Kristen Gyles | Some school punishments just don’t work
One Friday, during my high-school days, I sat in a class where the teacher issued a terse warning to a male student whose pants were apparently too tight. She made it clear that he needed to fix his pants because if he returned to school in the tights on Monday, he would not be allowed to stay in her class. She didn’t leave it there. She told him that she would send him out of the class and give him a ‘deportment mark’ and that she would also mark him as being truant.
He returned to school on Monday with his tights on, and refused to leave when she told him to get out. The boy has a brain. A teacher shouldn’t try to mark a student as being truant after ordering them out the class. He knows that. The class is now sitting and watching what she’ll do. Now, not only does she have an improperly attired student, but a blatantly defiant one.
So, Miss stands her ground. She’s not teaching until he leaves the class with his tight pants. He’s sitting there and she’s sitting there. And the rest of us, tired of the stalemate, begin to occupy ourselves with reading, sleeping and quiet chatter, waiting on either of them to break the chokehold.
At the end of the class, to our surprise, she expresses her disappointment that the class did not help her to chase the boy out of the class. Wow!

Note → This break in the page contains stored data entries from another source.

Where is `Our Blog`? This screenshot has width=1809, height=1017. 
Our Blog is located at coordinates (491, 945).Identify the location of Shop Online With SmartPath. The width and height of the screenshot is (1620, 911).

In cases like these, not only is the teacher sure not to get support from the school, but they will also end up having to back down from their lofty declarations, reducing their own sense of control in the classroom. Truth be told, many teachers have found themselves in this position. It’s easy for a teacher to end up hanging their cap where they just can’t reach it. But, the nature of punishment in schools today, is partly to blame.
ARSENAL
Teachers are trying to use the tools available to them, but what do the teachers have in their arsenal? Detentions, demerits, order marks, deportment marks and other totally ridiculous and laughable means of punishment that hardly any child in the world really cares about. While the discussion is not about whether or not he should have been punished for sporting tights to school as school pants, the promised punishment was not much of a deterrent to begin with, because of its impotence.
Punishment has its place in schools. But given that the classroom is a high-stress arena with emotions typically flying in all directions, there needs to be clear criteria outlining the parameters of school punishment. Some students are abusive towards teachers and in some cases, the teachers react or retaliate in unmeasured ways that can potentially hurt the students.

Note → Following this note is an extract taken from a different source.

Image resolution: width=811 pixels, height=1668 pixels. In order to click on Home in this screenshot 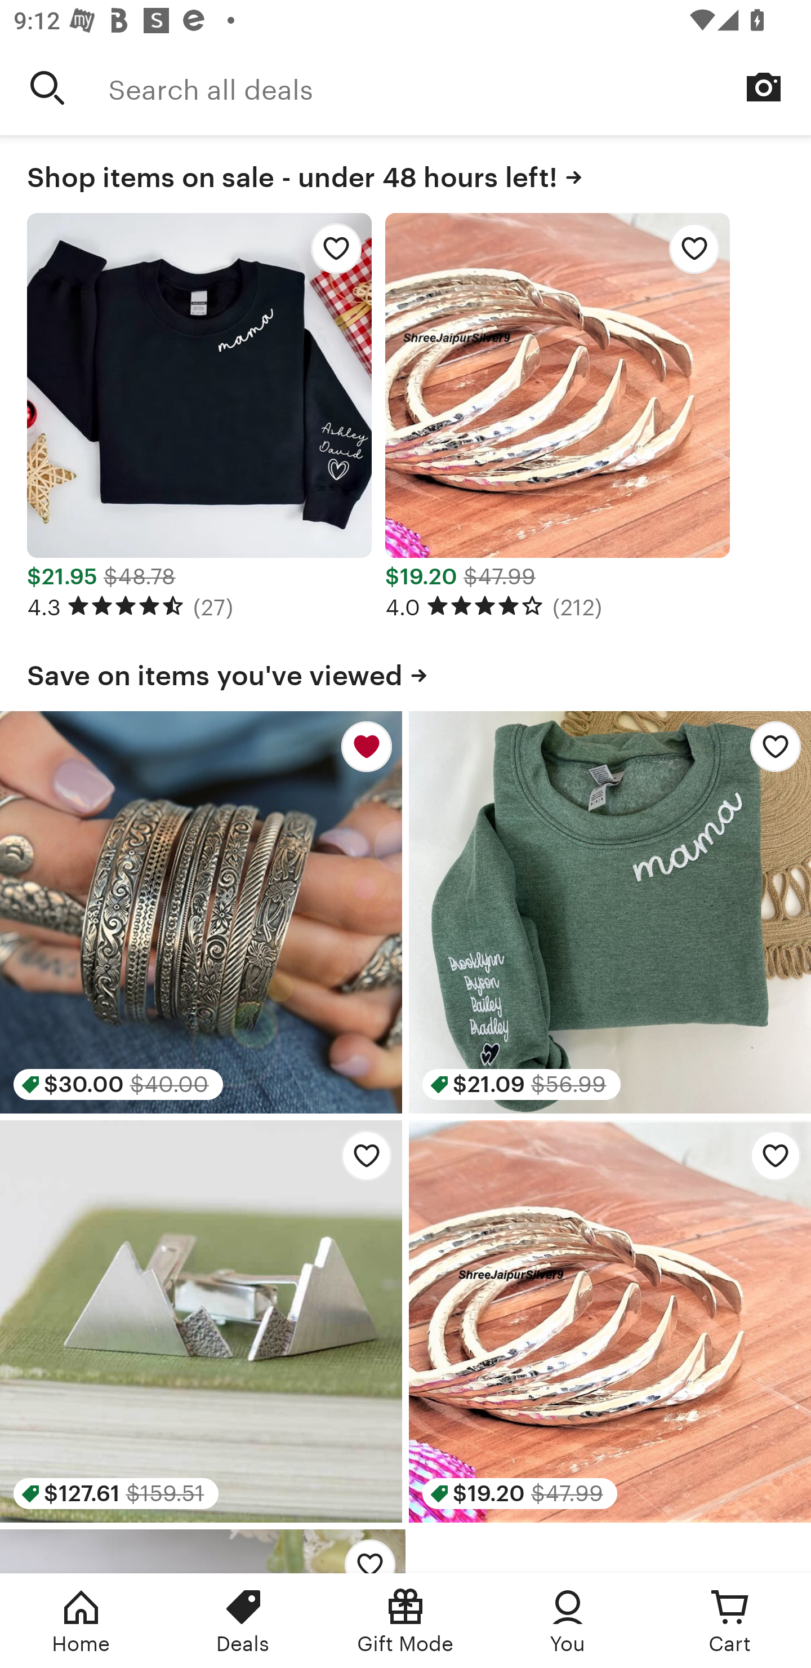, I will do `click(81, 1621)`.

For this reason, corporal punishment has rightfully been booted out of schools. Some students have returned home with swollen faces and bruised backs because teachers either lost their cool in the heat of classroom stress or simply indulged warped ideas about what appropriate discipline looks like. But, teachers who simply don’t like children or suffer from lack of sound judgement find creative ways of harming students even when corporal punishment is disallowed.
In 2016, for example, I distinctly remember an incident in which a child was apparently made to stand outside and look up at the sun as ‘punishment’. That wasn’t punishment. That was abuse. Regardless of what the child was thought to have done, that type of treatment would have only caused harm.

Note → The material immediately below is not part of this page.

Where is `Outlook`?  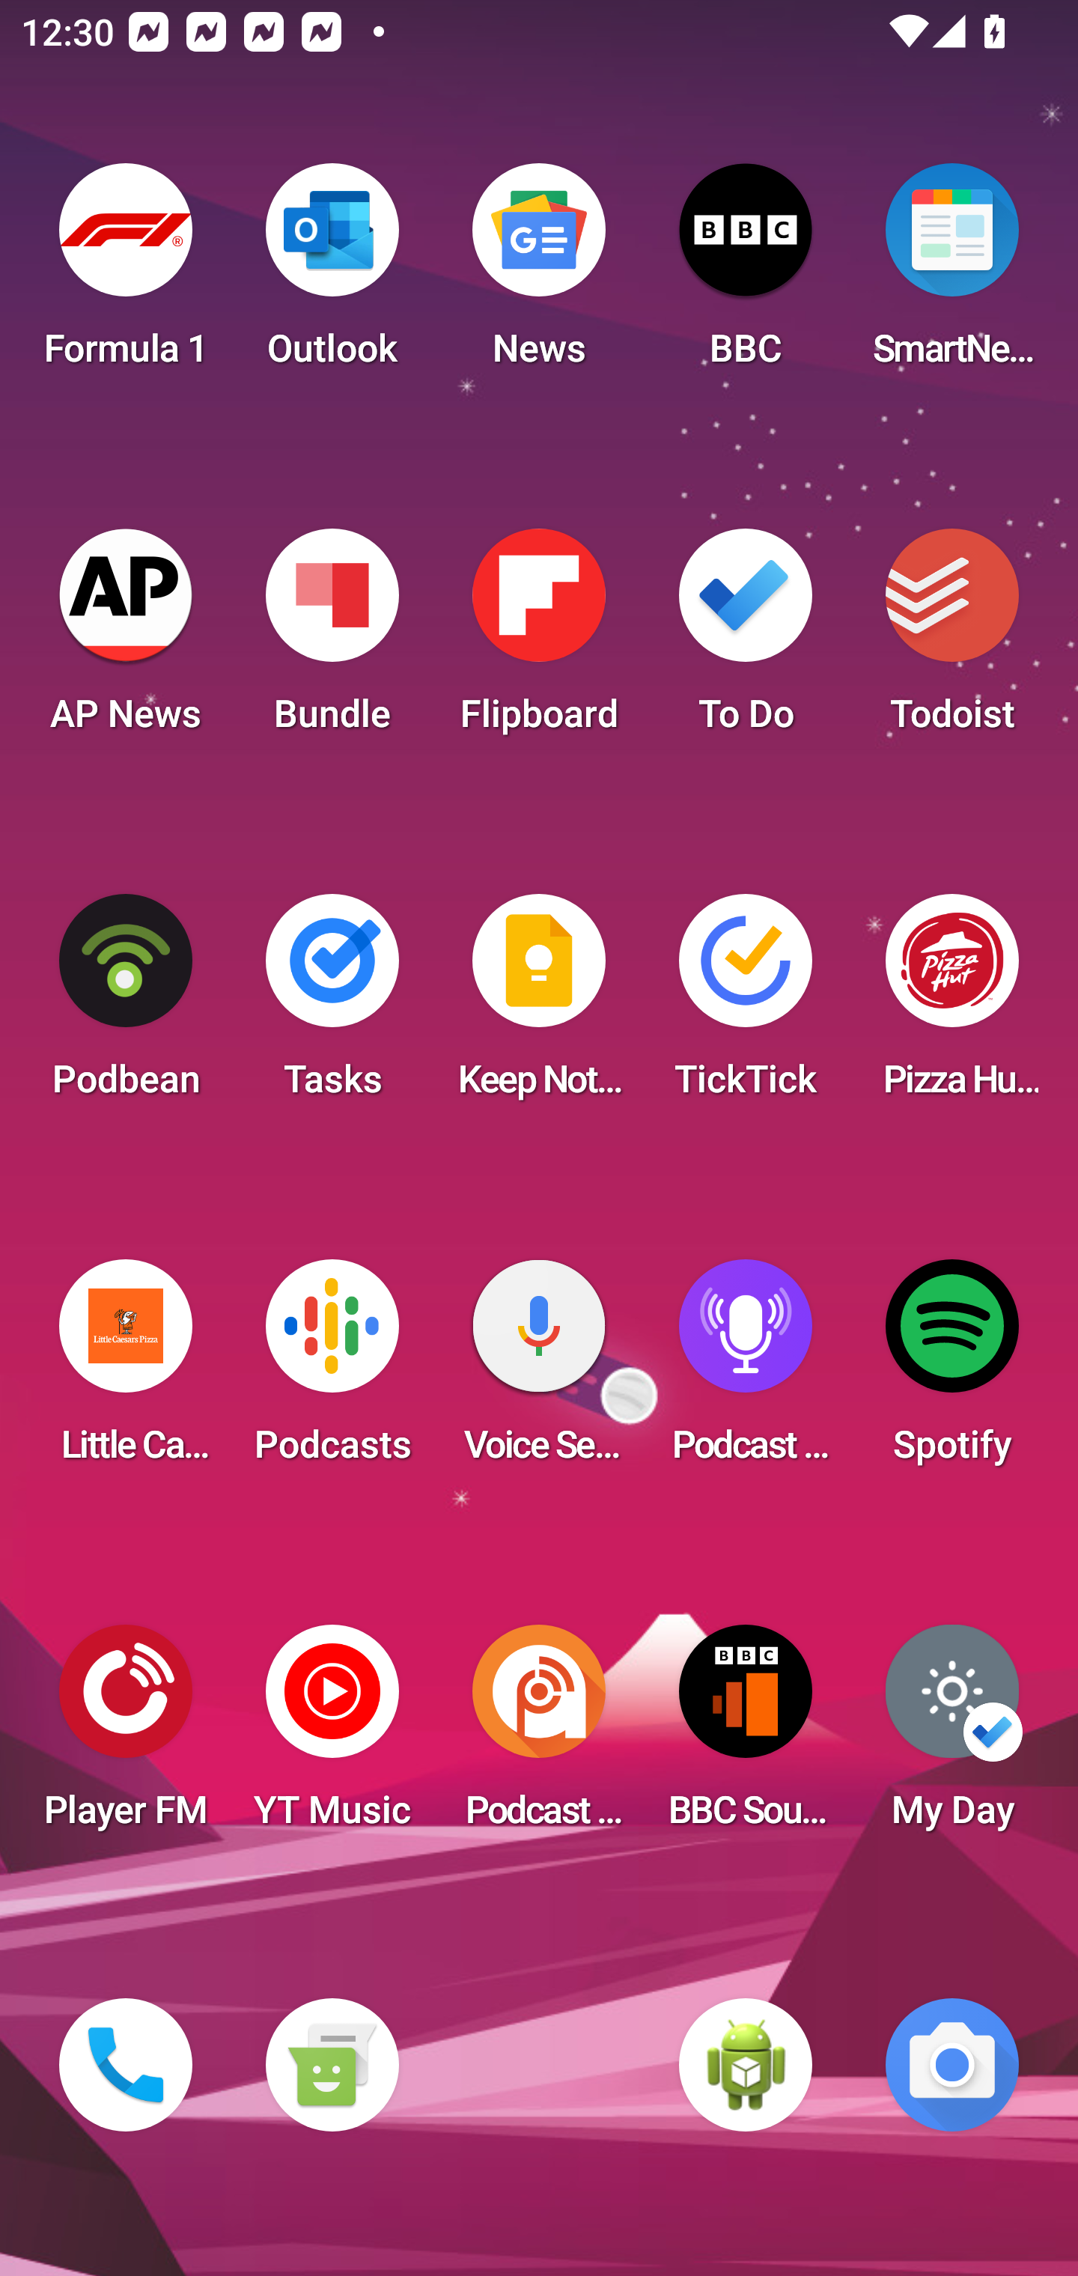
Outlook is located at coordinates (331, 274).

But, these occasional cases of lunacy aside, the banning of corporal punishment in schools has helped to protect students from many abuses. So, with corporal punishment having rightfully lost its status as an appropriate means of discipline, what else can be done to maintain discipline in schools?
MEANINGFUL AND EFFECTIVE
Get the students more involved in the actual work that needs to be done around the school. Punishment can be meaningful and effective.
It is the dream of many students to get a week off from school to spend at home lounging in front of the TV. Yet, somehow, someone thought sending students home from school for ‘suspension’ would be a deterrent to bad behaviour. Maybe way, wayyyyy back in the day, but not today.
Why not instead have the students participate in the sweeping and mopping of classrooms for the suspension period? Working in the school kitchen? Clearing litter from the school yard after lunch times? Weeding the school’s agricultural farm? But, please. End the ‘go-home’ suspensions. Furthermore, some students really need this type of exposure to certain tasks.
If schools adopt disciplinary programmes that involve activities like these, they simply need to declare from the outset what the expectations of students will be, following cases of misconduct. Parents may decide that their children are too good to scrub pots and mop floors, and can consequently find different schools.
One more thing. Giving overwhelming attention to bad behaving students only encourages them. So, asking a student to put their chewing gum on their forehead or having them tape a ‘bad behaviour’ sign on to their uniform, is a class clown’s dream.